Steven Walter to direct the Beethovenfest
May 4, 2020As announced on May 4, Steven Walter, currently director of the festival PODIUM Esslingen, will head the festival in the city of Beethoven's birth beginning November 1, 2021 and will support the festival staff until then. The 2021 season will be managed by the current director, Nike Wagner, whose term has been extended for an additional year.
Giving new life to music
After months of deliberations, the choice for Walter by the search committee — in which Deutsche Welle is represented — came as a surprise to many but was warmly greeted in Bonn. The choice is seen as daring, perhaps not risk-free but certainly future-oriented. Edging out nine other candidates, Walter stood out for his radical advocacy of unusual and innovative forms of music presentation. With many festivals seeking different approaches, he has a proven history of taking them.
Born in 1986 near Stuttgart in a German-American family, Walter told DW that he is proud to "combine both influences," although he culturally identifies with Germany "first and foremost."
His parents were not musicians, but an ambitious teacher ignited his passion for music. Studying cello in Oslo and Detmold, he founded the festival Podium Esslingen in 2009, which began as a students' project but has grown to European stature.
The Beethoven year became the coronavirus year
Two hundred and fifty years after the birth of Ludwig van Beethoven, two festival editions in Bonn had originally been planned for 2020, one in the spring and one in the autumn, but both had to be called off due to the coronavirus pandemic. The fall edition has now been scheduled to take place one year later, from August 20 until September 10, 2021.
With the first festival taking place in 1845, Bonn's Beethovenfest presents world-class artists each season. The programs center on Ludwig van Beethoven's works but also span the relationship between Beethoven and other composers, up to contemporary music.
Music for the "Post-Pandemic Festival"
Walter has co-founded various ensembles. In recognition of his work as an innovative music promoter, he was awarded an ECHO Klassik in 2010 and named Cultural Manager of the year in 2011. He frequently gives speeches on concert design and cultural management.
"I've always viewed my role as a musician and music mediator as an active one," explains Walter, who sees his strength in "working creatively with unusual performances spaces." That ability could prove decisive for the Beethovenfest, which during the restoration of the Beethoven Hall has had to seek out other venues. Work on the Beethoven Hall could continue for years.
Another core responsibility, says Walter, is caring for the many musicians now stranded by the coronavirus pandemic. "Who will make the music for the post-pandemic festival? Who will strike up a note when we're all able to return? We need reliable perspectives for music-making now. Otherwise there won't be any left, and the damage to the musical landscape will be immeasurable," he writes on his Facebook page.
"If music isn't performed, it doesn't exist," Walter continues. "Musicians lose their livelihoods, institutions and structures collapse. Of course, the air that carries sound waves is the same air that carries the virus. In a pandemic, we are responsible for our audiences. But we also bear a lasting responsibility for music. Every era can be measured in how it treats its artists."
"If you can make it there..."
Finding unusual presentation and distribution forms for classical music in the concert hall and online, and attracting a youthful audience are counted among Walter's achievements in Esslingen. His innovations there have included a "disco opera," music theater to a party with dance, a multimedia evening on Robert Schumann, and a combination of musical theater and orchestral installation.
Showing a delicate touch in navigating the fragile margins between the digital world and the real one, Walter has proven that he experiments with careful consideration and is known to own up to his mistakes. Curating the fellowship program #bebeethoven, he teamed up with 12 composers, performers and music producers across Europe to give the composer's music a 21st century twist for the anniversary year.
In an interview for the daily Stuttgarter Zeitung, Walter emphasized that while offbeat events can be easily staged in a city like Berlin, being able to capture the attention of the rather conservative public in Swabia and growing audiences there proves these ideas can work anywhere. That, clearly, is what the Beethovenfest's exploratory committee also hopes for Bonn.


== WORK ORDER ==
For every line in the data below that contains "icon", copy the line.

___

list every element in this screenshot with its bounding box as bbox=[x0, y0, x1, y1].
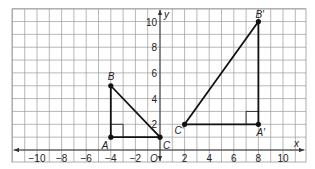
vertex-label: B′ bbox=[255, 9, 265, 20]
x-axis-label: x bbox=[293, 138, 300, 149]
vertex-point bbox=[108, 135, 113, 140]
y-tick-label: 10 bbox=[146, 17, 158, 28]
x-tick-label: −10 bbox=[29, 153, 46, 164]
y-tick-label: 6 bbox=[151, 68, 157, 79]
right-angle-marker bbox=[246, 111, 258, 124]
vertex-point bbox=[256, 19, 261, 24]
vertex-label: C′ bbox=[175, 125, 185, 136]
x-tick-label: 4 bbox=[206, 153, 212, 164]
x-axis-arrow-right-icon bbox=[299, 148, 304, 152]
vertex-label: A bbox=[101, 140, 109, 151]
y-tick-label: 4 bbox=[151, 94, 157, 105]
origin-label: O bbox=[150, 153, 158, 164]
triangle-a'b'c': A′B′C′ bbox=[175, 9, 266, 139]
vertex-point bbox=[256, 122, 261, 127]
y-axis-label: y bbox=[163, 9, 170, 20]
vertex-point bbox=[108, 83, 113, 88]
vertex-label: A′ bbox=[255, 127, 266, 138]
x-tick-label: −6 bbox=[80, 153, 92, 164]
y-tick-label: 8 bbox=[151, 42, 157, 53]
x-tick-label: 10 bbox=[277, 153, 289, 164]
coordinate-plane: yxO−10−8−6−4−2246810246810 ABCA′B′C′ bbox=[0, 0, 315, 169]
vertex-label: B bbox=[108, 71, 115, 82]
x-axis-arrow-left-icon bbox=[14, 148, 19, 152]
right-angle-marker bbox=[111, 124, 123, 137]
x-tick-label: 6 bbox=[231, 153, 237, 164]
vertex-label: C bbox=[163, 140, 171, 151]
x-tick-label: 2 bbox=[182, 153, 188, 164]
y-axis-arrow-up-icon bbox=[158, 10, 162, 15]
x-tick-label: 8 bbox=[256, 153, 262, 164]
y-axis-arrow-down-icon bbox=[158, 156, 162, 161]
triangles: ABCA′B′C′ bbox=[101, 9, 266, 152]
x-tick-label: −8 bbox=[56, 153, 68, 164]
x-tick-label: −4 bbox=[105, 153, 117, 164]
x-tick-label: −2 bbox=[130, 153, 142, 164]
vertex-point bbox=[157, 135, 162, 140]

___

== TASK SOLUTION ==
x-axis-arrow-right-icon bbox=[299, 148, 304, 152]
x-axis-arrow-left-icon bbox=[14, 148, 19, 152]
y-axis-arrow-up-icon bbox=[158, 10, 162, 15]
y-axis-arrow-down-icon bbox=[158, 156, 162, 161]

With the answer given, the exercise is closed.